The Offside Rule Change That Reinvented Football
A single law revision in 1925 doubled the average goals per game and forced clubs to invent a new defensive position.
On June 12, 1925, the Football Association changed Law 11 from requiring three opponents between an attacker and the goal to just two. The intent was to open up play — defenses had learned to spring coordinated offside traps with devastating efficiency, turning matches into whistled stalemates. The change worked faster than anyone anticipated.
In the 1924-25 Football League season, the average was 2.58 goals per game. In 1925-26, it jumped to 3.69. Defenses were suddenly porous, and the old attacking centre-half — a player who roamed forward and contributed goals — was now fatally exposed. Clubs scrambled for solutions.
Herbert Chapman at Arsenal solved it by pulling the centre-half back between the two fullbacks, creating a third dedicated defender. The position became the centre-back. To compensate for the lost midfielder, Chapman reorganized his remaining players into a W-shape at the front and M-shape at the back — the WM formation. Arsenal won the First Division five times in eight seasons under Chapman and his successor George Allison using it.
The 1925 revision is one of the most consequential rule changes in any sport: a single integer reduced by one, and an entire tactical lineage — stopper centre-backs, defensive midfielders, deep-lying playmakers — follows directly from it.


> AIM OF THE TASK
Would you please repeat the data that follows, exactly as it reads?

> Collected data

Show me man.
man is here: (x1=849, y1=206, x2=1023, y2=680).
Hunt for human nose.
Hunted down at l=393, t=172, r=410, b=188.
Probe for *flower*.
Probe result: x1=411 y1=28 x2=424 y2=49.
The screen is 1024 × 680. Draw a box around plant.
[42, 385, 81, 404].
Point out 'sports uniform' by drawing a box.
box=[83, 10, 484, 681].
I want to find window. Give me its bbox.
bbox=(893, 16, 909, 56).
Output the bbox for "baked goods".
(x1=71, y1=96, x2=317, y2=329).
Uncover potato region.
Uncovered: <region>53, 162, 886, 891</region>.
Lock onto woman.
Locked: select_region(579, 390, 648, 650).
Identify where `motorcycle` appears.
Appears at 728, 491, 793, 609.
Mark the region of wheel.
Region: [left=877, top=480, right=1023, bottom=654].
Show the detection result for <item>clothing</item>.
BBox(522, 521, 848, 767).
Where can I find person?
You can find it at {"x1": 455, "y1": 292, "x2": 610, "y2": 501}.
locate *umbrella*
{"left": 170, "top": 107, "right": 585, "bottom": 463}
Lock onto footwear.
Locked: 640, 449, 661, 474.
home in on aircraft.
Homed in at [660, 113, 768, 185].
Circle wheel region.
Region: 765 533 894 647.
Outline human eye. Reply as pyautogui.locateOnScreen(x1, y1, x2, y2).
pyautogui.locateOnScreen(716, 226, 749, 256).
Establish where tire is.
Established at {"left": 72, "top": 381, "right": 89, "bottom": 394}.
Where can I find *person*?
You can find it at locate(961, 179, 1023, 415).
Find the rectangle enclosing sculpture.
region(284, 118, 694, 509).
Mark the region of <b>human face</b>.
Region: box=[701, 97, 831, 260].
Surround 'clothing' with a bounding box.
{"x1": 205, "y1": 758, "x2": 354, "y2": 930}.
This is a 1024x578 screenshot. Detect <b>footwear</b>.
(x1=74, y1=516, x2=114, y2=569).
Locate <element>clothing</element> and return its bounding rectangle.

> SOLUTION TO THIS EXERCISE
Show me man.
man is here: (x1=849, y1=206, x2=1023, y2=680).
Hunt for human nose.
Hunted down at l=393, t=172, r=410, b=188.
Probe for *flower*.
Probe result: x1=411 y1=28 x2=424 y2=49.
The screen is 1024 × 680. Draw a box around plant.
[42, 385, 81, 404].
Point out 'sports uniform' by drawing a box.
box=[83, 10, 484, 681].
I want to find window. Give me its bbox.
bbox=(893, 16, 909, 56).
Output the bbox for "baked goods".
(x1=71, y1=96, x2=317, y2=329).
Uncover potato region.
Uncovered: <region>53, 162, 886, 891</region>.
Lock onto woman.
Locked: select_region(579, 390, 648, 650).
Identify where `motorcycle` appears.
Appears at 728, 491, 793, 609.
Mark the region of wheel.
Region: [left=877, top=480, right=1023, bottom=654].
Show the detection result for <item>clothing</item>.
BBox(522, 521, 848, 767).
Where can I find person?
You can find it at {"x1": 455, "y1": 292, "x2": 610, "y2": 501}.
locate *umbrella*
{"left": 170, "top": 107, "right": 585, "bottom": 463}
Lock onto footwear.
Locked: 640, 449, 661, 474.
home in on aircraft.
Homed in at [660, 113, 768, 185].
Circle wheel region.
Region: 765 533 894 647.
Outline human eye. Reply as pyautogui.locateOnScreen(x1, y1, x2, y2).
pyautogui.locateOnScreen(716, 226, 749, 256).
Establish where tire is.
Established at {"left": 72, "top": 381, "right": 89, "bottom": 394}.
Where can I find *person*?
You can find it at locate(961, 179, 1023, 415).
Find the rectangle enclosing sculpture.
region(284, 118, 694, 509).
Mark the region of <b>human face</b>.
Region: box=[701, 97, 831, 260].
Surround 'clothing' with a bounding box.
{"x1": 205, "y1": 758, "x2": 354, "y2": 930}.
This is a 1024x578 screenshot. Detect <b>footwear</b>.
(x1=74, y1=516, x2=114, y2=569).
Locate <element>clothing</element> and return its bounding rectangle.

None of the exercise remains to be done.